_EXTRACTED ENTRIES_
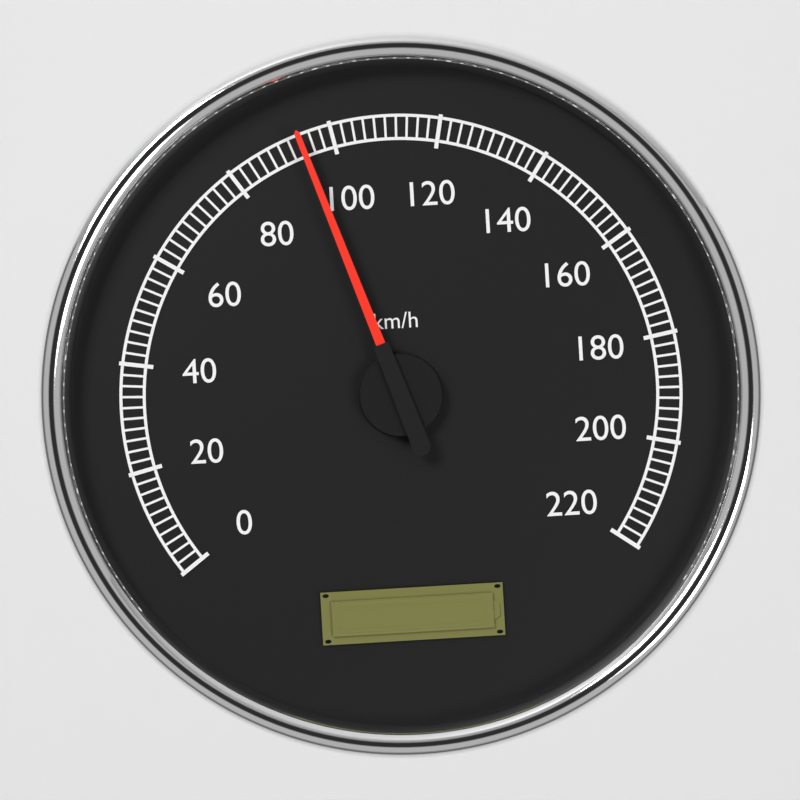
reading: 94 km/h
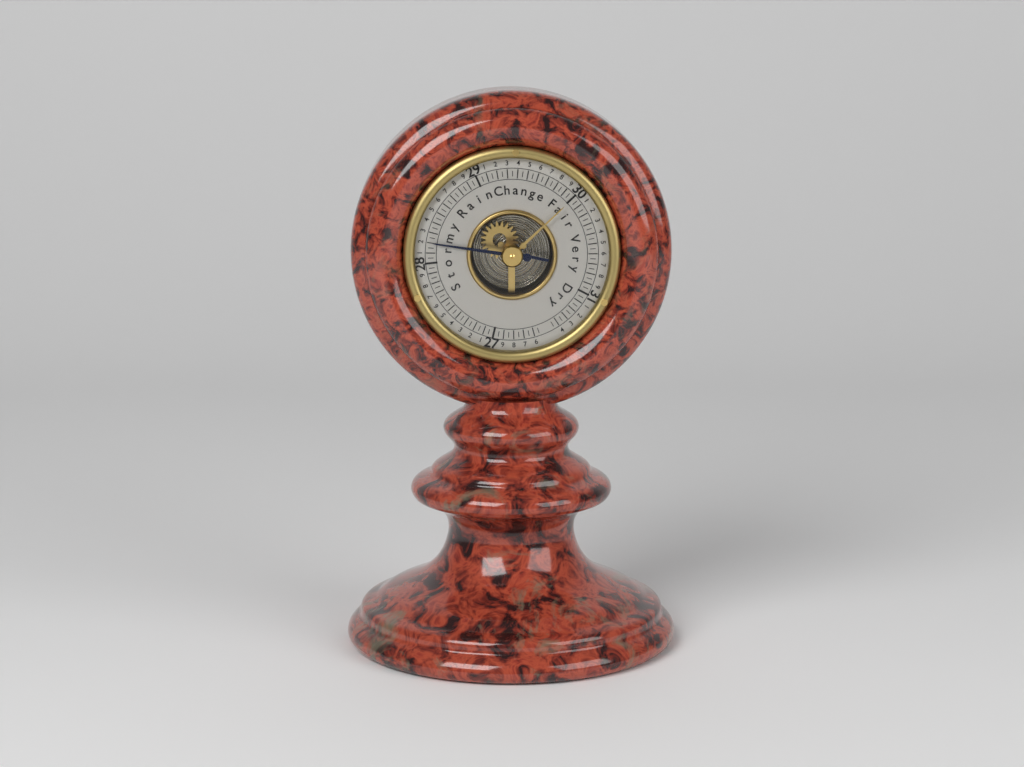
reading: 28.20 (no unit)
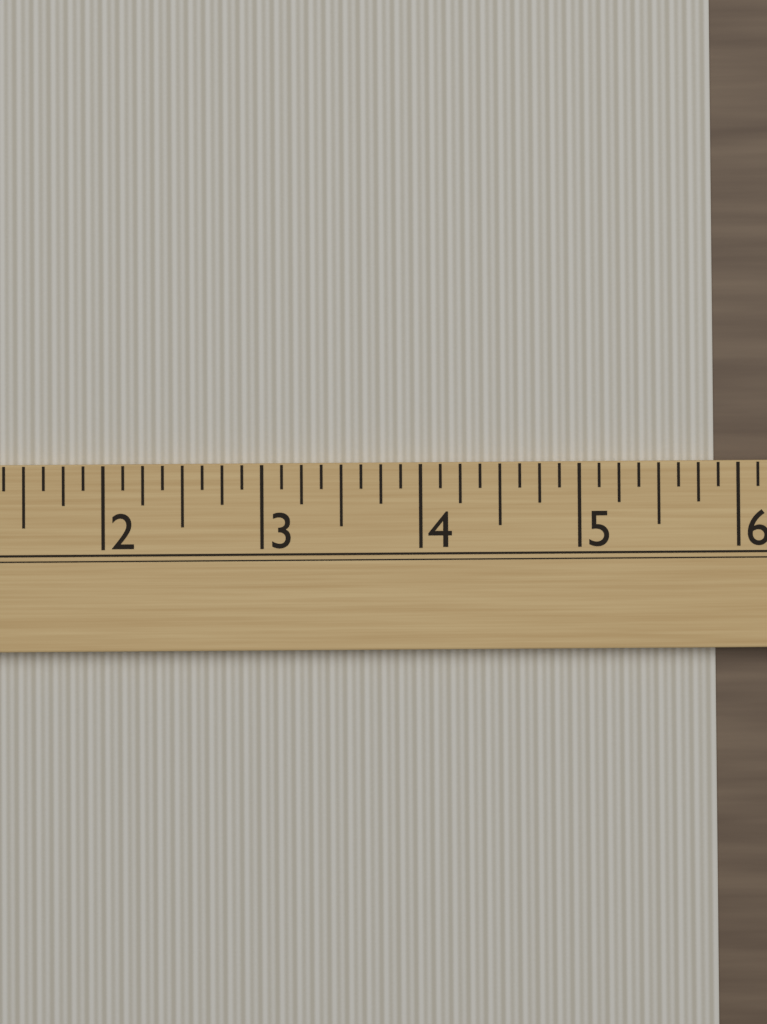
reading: 5.875 (no unit)
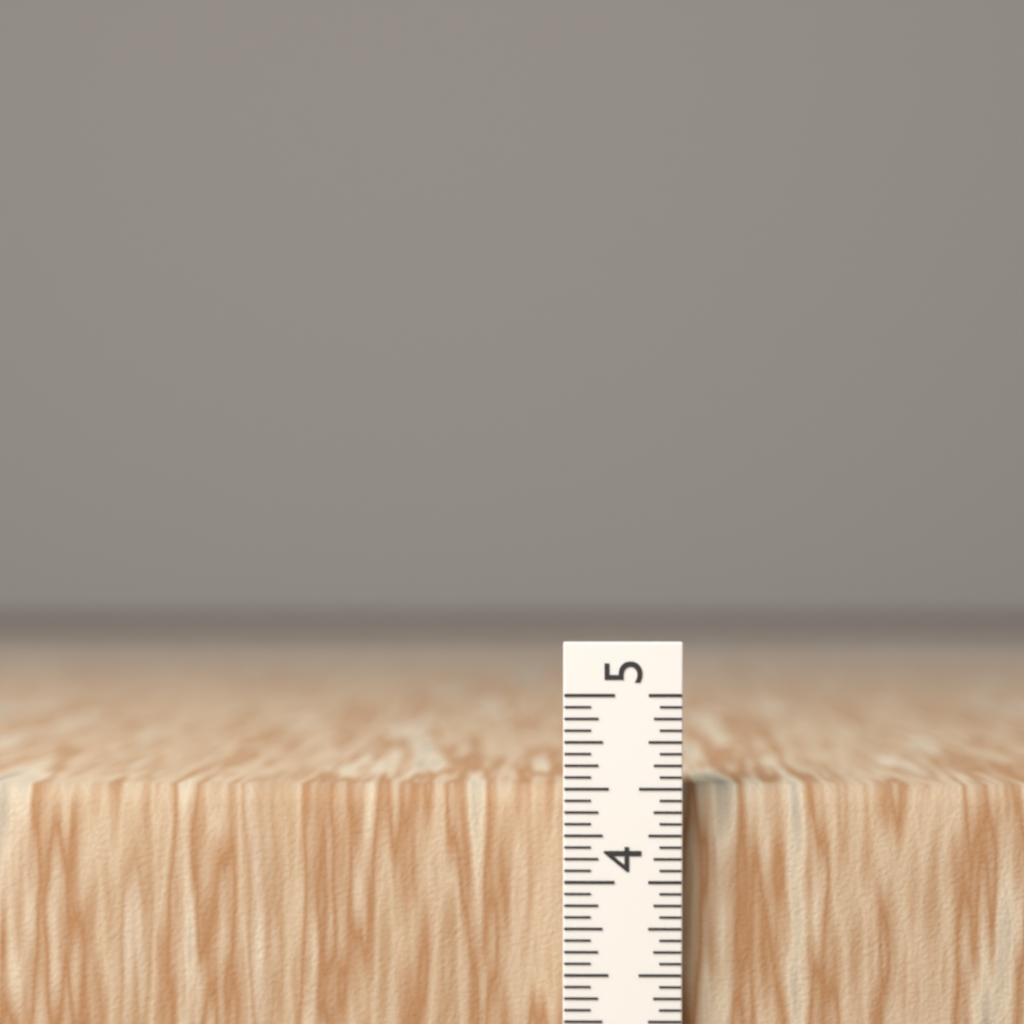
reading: 4.5000 in
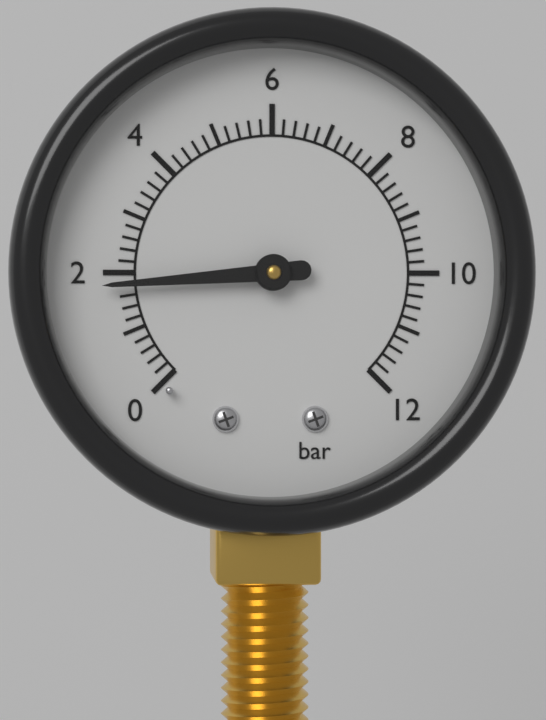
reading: 1.8 bar
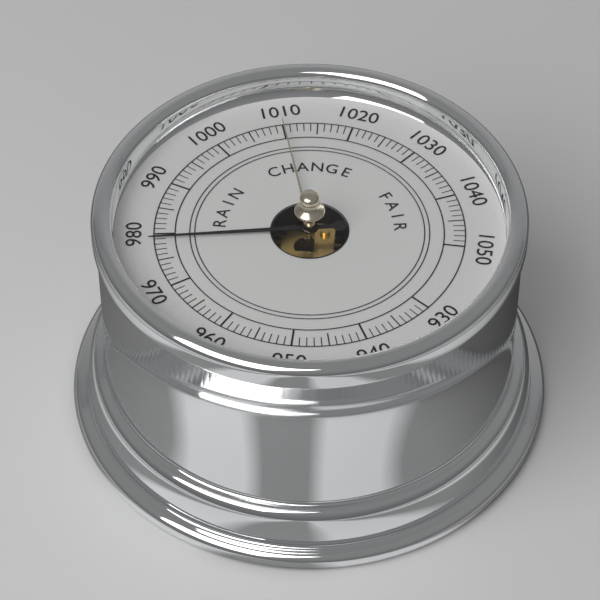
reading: 979 (no unit)
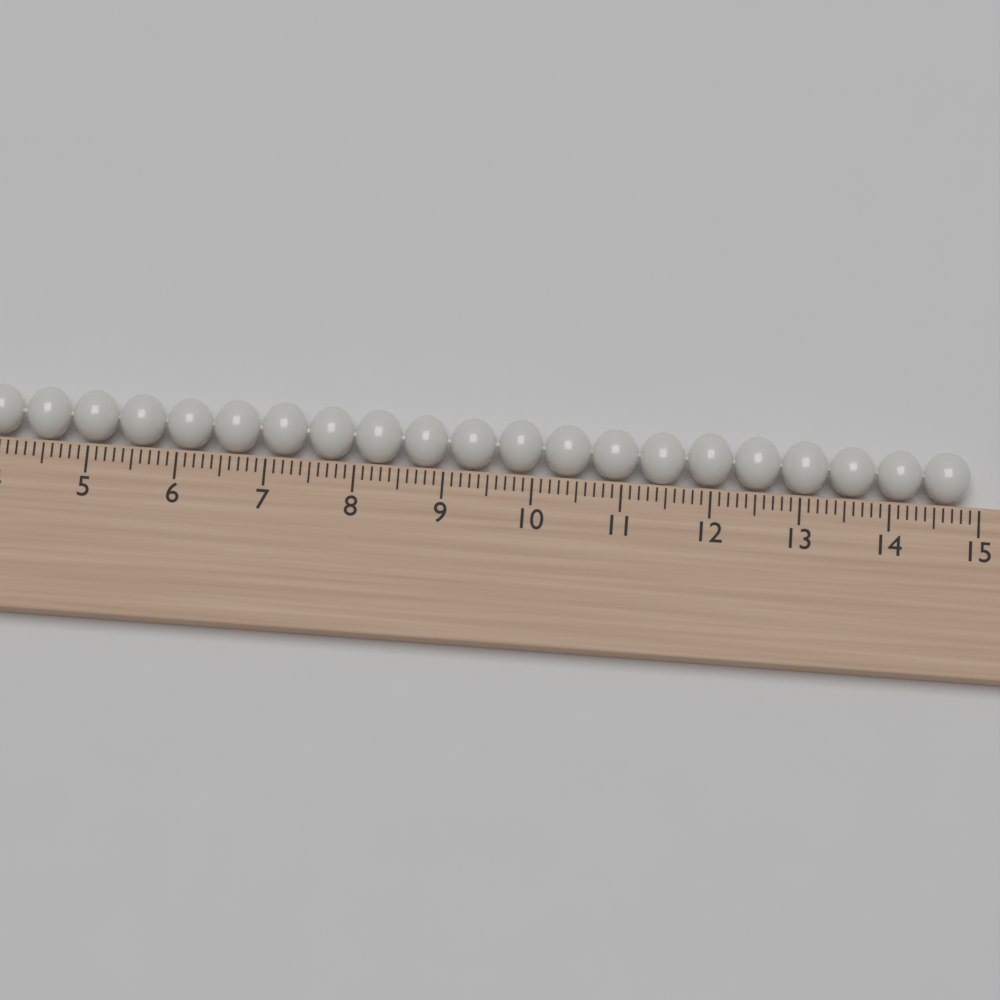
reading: 14.9 cm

_TASK PROMPT_
Please output every entry above exactly, without the pictures.

_WRITTEN REPLY_
reading: 94 km/h
reading: 28.20 (no unit)
reading: 5.875 (no unit)
reading: 4.5000 in
reading: 1.8 bar
reading: 979 (no unit)
reading: 14.9 cm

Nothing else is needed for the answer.